I'm not going to implement this; I don't have the time or the inclination and this extension has been superseded by permessage-deflate
in any case.
Do you plan to support permessage-deflate
eventually?
There's a branch where I began working on it but it looked like quite a lot of work and I'm not sure about the design. It's not high up my todo list.
Part of the problem is that I don't know much about DEFLATE and I couldn't get Node's zlib
module to produce the same output as the examples in the spec.
I'll have a stab at it in the weekend.
@zzattack If you do look into this, you should be working on https://github.com/faye/websocket-driver-node, not this repo. I'd be interested in whether you think it's easier to implement on master
or the stream-parser
branch.
If possible, I don't think this should even be in websocket-driver
at all -- it's unsustainable to keep adding extensions to that repo that I have to maintain, and I don't know what will be added in future.
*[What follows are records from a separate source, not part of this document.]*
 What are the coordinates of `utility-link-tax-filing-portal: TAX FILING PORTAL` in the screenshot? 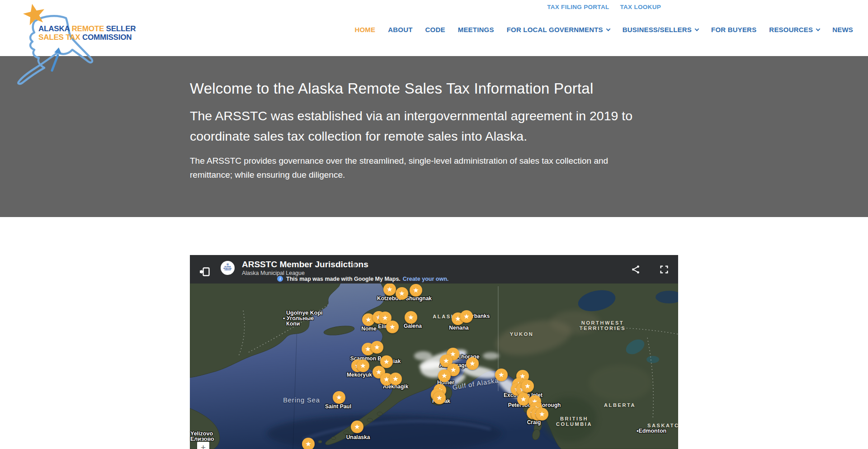 It's located at (578, 7).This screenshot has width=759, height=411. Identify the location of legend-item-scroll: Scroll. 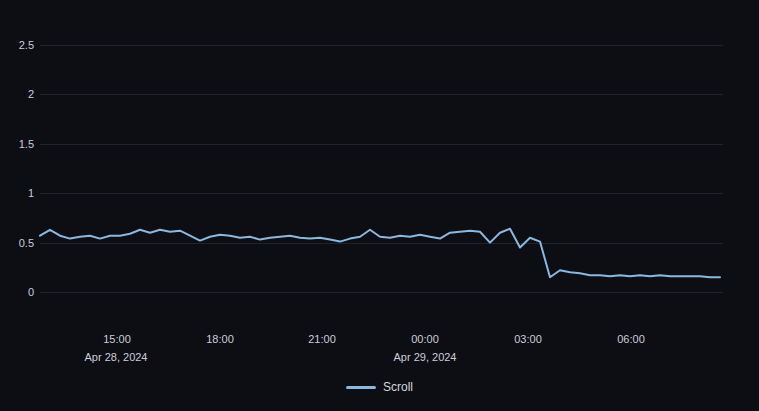
(398, 387).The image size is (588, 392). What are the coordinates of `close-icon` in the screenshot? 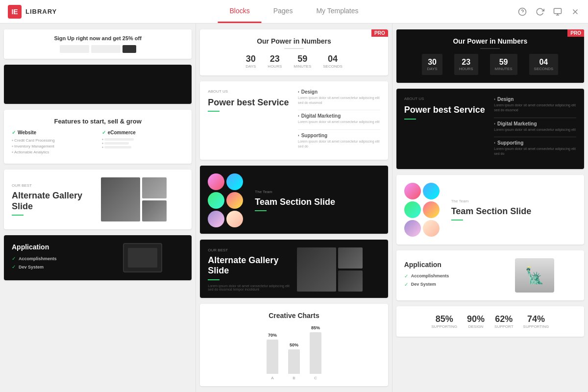 It's located at (575, 12).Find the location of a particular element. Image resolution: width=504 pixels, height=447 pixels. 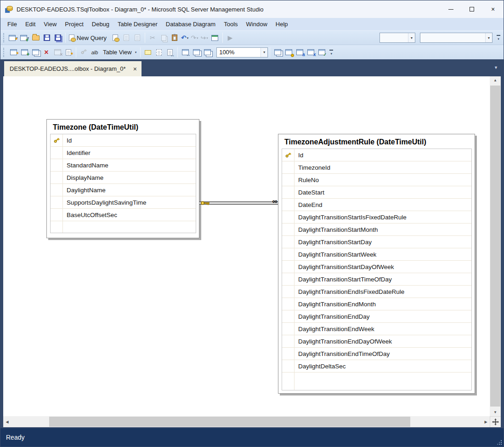

tab-list-dropdown-icon: ▼ is located at coordinates (496, 68).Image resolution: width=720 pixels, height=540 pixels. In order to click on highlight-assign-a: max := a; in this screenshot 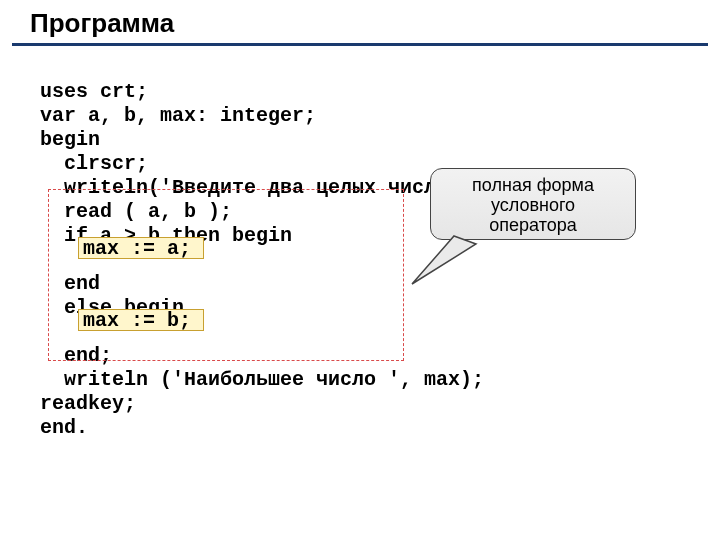, I will do `click(141, 248)`.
In keeping with the modular design of driver
, I'd like to see whether this could be implemented by adding an extension API to the driver
interface so that extensions can be added by third parties. Of course, we'd probably need to build one extension to understand what that API should be; so you could work on getting the logic right (use Autobahn to test your implementation) and then we could figure out how to extract it.
This design is even more important in the Ruby version, where websocket-driver
supports multiple servers and so making it extensible allows people to implement extensions and solve the problem once across many different servers.
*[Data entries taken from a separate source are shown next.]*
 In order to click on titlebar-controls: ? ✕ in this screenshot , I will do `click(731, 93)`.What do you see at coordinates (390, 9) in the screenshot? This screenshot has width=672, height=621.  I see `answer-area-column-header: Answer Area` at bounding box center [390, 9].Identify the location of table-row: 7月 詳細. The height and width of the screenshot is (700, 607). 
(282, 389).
From my initial look at the spec it seems like an extension API would need to be capable of the following:
- Add extensions to a registry held by an individual driver instance
- On handshake, select applicable extensions to activate, based on the
Sec-WebSocket-Extensions
header and the precedence rules for extensions, e.g. no two extensions should conflict on their use of the RSV bits - Activate the selected extensions, passing in any parameters specified by the client
- Generate a
Sec-WebSocket-Extensions
reply header based on the activated extensions and the parameters they have negotiated - Allow extensions to refuse to activate due to incorrect or unacceptable parameters
- Notify the user of errors if an acceptable set of extensions cannot be activated, both on the server and on the client
- Notify selected extensions of the beginning of a new frame or message so the extension can reset its parser
- Pass complete or streamed frames through extensions for transformation, as indicated by the frame's RSV bits
- Pass complete or streamed messages through extensions for transformation, as indicated by the message's initial frame's RSV bits
- Probably a lot more things I've not thought of
You should consider the design philosophy behind websocket-driver
as explained on my blog; it uses tell-don't-ask style OOP so that the driver can make sure that whatever it is connected to behaves correctly. It should be possible for users to deploy it correctly without knowing any of the details of how the protocol works; this also helps it adapt to new versions of the protocol.
If you have any questions about the existing architecture, please ask.
I'm also looking into implementing permessage-deflate sometime soonish. Is your opinion still the same that the right way to do this is via a separate extension module?
One thing that's notable about it is that since the compress/decompress step is async, there'll need to be an extra buffering queue in both in-bound and out-bound directions to ensure that messages are emitted/written in the right order. Perhaps this is easier on the stream-parser branch; eg, you could just asynchronously not call the next _parseOpcode
until after the inflation is done. Is the stream-parser branch stable enough that it's worth developing on top of?
@glasser It doesn't necessary need to be a separate npm module, but we should architect things so that nothing about permessage-deflate per se is encoded in the core driver. This will help to drive out an API design for extensions in general.
That's a good point about the async compression API for zlib. The biggest stumbling block for me when I tried to implement this is that I couldn't figure out how to reproduce the examples in the spec using the Node zlib API (I'm not v familiar with how zlib works). I don't know which branch it would be easier to implement this on, my advice would be to try both and see what you find out.
Great. I guess part of my question is, is stream parser itself finished enough that basing work on it won't introduce other issues?
@glasser I'm not sure I'd call it 'finished', I original made it entirely to support doing extensions, but then I didn't get round to doing permessage-deflate. My hunch is you're correct about the async argument, but you would need to rebase the branch on top of master since a lot has changed since I forked.